As far as I know it is not possible to change existing classes. But what you can do is create a new class which is identical to the class you want to change and add the fields you want. If you don’t mind the class to be open you can just inherit from the class you want to change.
Than in your code you just use the generated class instead. I know it is not the cleanest solution, but as far as I know it is the only one.
I think there is a java library using code generation which does change classes directly using some kind of hack, so maybe it is also possible to do this in Kotlin. Sadly I can’t remember the name of it.
Unfortunately, inheritance is not suitable for me, as I want to refer the generated field from the original class. But then the class should be abstract and have a generated implementation.
Do you refer to lombok?
They do have a nice example for @Log
Yes, I was thinking about lombok. I guess you want something like the @Data or @Log annotation.
About the inheritance, I was thinking about something like this.
Your file:
package your.package.generation
import org.kotlin.annotationProcessor.TestAnnotation
@TestAnnotation
internal open class SimpleClass {
val ololo = "some value"
}
will generate:
package your.package
class SimpleClass : your.package.generation.SimpleClass() {
val ololo = "some value"
val generatedFileld = "another value"
}
The only thing you would need to add manually would be all the constructors in case SimpleClass is inheriting from a different class and needs to call the super constructor.
When using SimpleClass you would always use the generated version. You can just pretend that your handwritten file does not exist.
Another thing to note: SimpleClass would still be final. If you want it to be open, you could pass as an argument to the annotation.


• [WHAT TO PRODUCE]
The response should consist of the listing, repeated word for word.

• [DATA TO PROCESS]
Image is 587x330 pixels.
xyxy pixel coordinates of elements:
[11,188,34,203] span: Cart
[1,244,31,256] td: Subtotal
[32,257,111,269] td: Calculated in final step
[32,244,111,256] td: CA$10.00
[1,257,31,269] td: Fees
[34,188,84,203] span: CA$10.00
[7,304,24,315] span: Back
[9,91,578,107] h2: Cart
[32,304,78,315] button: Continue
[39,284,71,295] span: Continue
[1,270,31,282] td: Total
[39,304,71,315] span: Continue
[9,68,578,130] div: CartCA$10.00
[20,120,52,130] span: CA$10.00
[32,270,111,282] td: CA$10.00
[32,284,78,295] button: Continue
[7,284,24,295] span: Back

• [OUTPUT]
Image is 587x330 pixels.
xyxy pixel coordinates of elements:
[11,188,34,203] span: Cart
[1,244,31,256] td: Subtotal
[32,257,111,269] td: Calculated in final step
[32,244,111,256] td: CA$10.00
[1,257,31,269] td: Fees
[34,188,84,203] span: CA$10.00
[7,304,24,315] span: Back
[9,91,578,107] h2: Cart
[32,304,78,315] button: Continue
[39,284,71,295] span: Continue
[1,270,31,282] td: Total
[39,304,71,315] span: Continue
[9,68,578,130] div: CartCA$10.00
[20,120,52,130] span: CA$10.00
[32,270,111,282] td: CA$10.00
[32,284,78,295] button: Continue
[7,284,24,295] span: Back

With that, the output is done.